[Opening EXTRACTED RECORDS section]
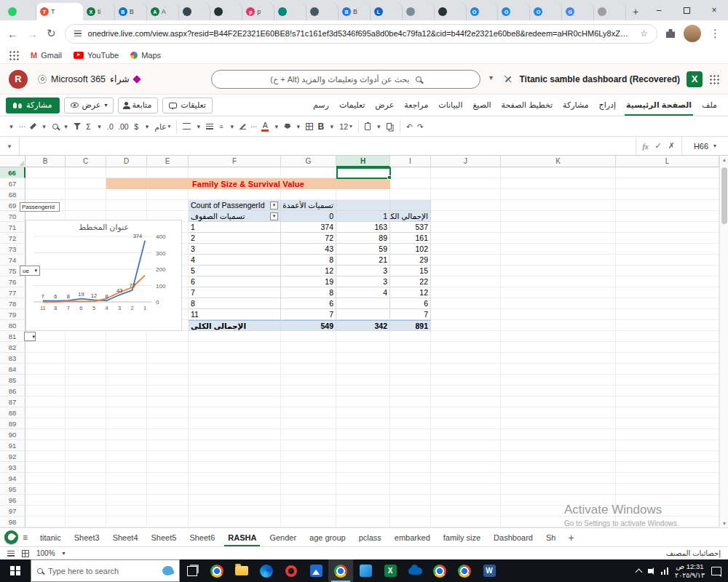  What do you see at coordinates (13, 292) in the screenshot?
I see `row-header-77: 77` at bounding box center [13, 292].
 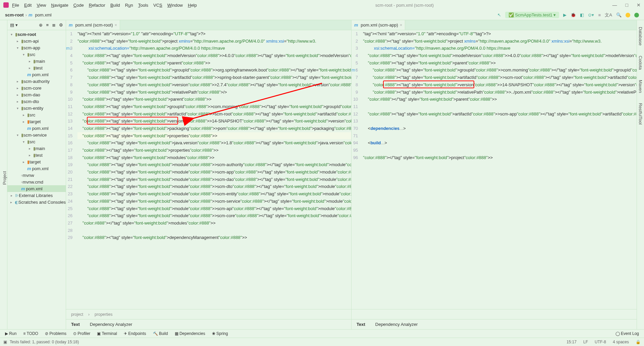 What do you see at coordinates (37, 115) in the screenshot?
I see `tree-item: ▸▮ src` at bounding box center [37, 115].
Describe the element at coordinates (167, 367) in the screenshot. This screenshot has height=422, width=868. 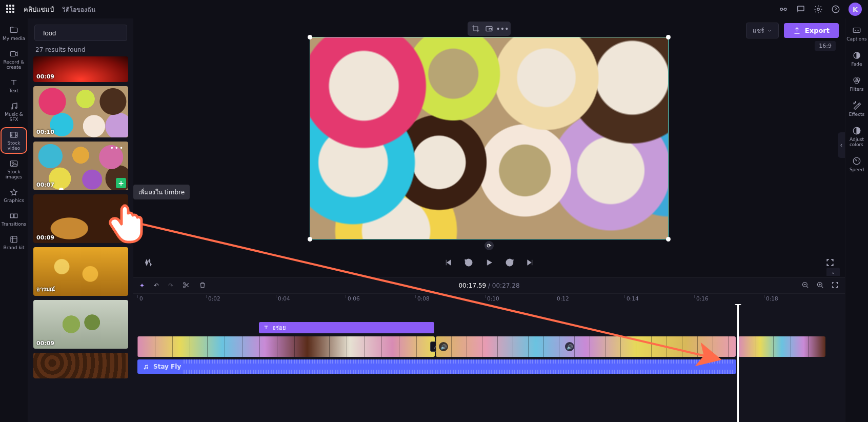
I see `audio-clip-label: Stay Fly` at that location.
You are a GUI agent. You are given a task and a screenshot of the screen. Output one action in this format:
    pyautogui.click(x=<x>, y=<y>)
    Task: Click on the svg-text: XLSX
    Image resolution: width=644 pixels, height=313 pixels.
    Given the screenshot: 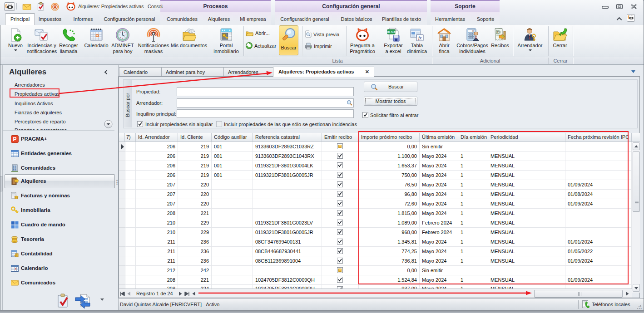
[Closing EXTRACTED RECORDS section]
▸ TASK STATEMENT: Give again exactly the lines from the one holding "You are a GUI" to the final line of the records, both ends included; any pictures stay out.

▸ ANSWER TO THIS EXERCISE:
You are a GUI agent. You are given a task and a screenshot of the screen. Output one action in this format:
    pyautogui.click(x=<x>, y=<y>)
    Task: Click on the svg-text: XLSX
    Image resolution: width=644 pixels, height=313 pixels.
    Given the screenshot: 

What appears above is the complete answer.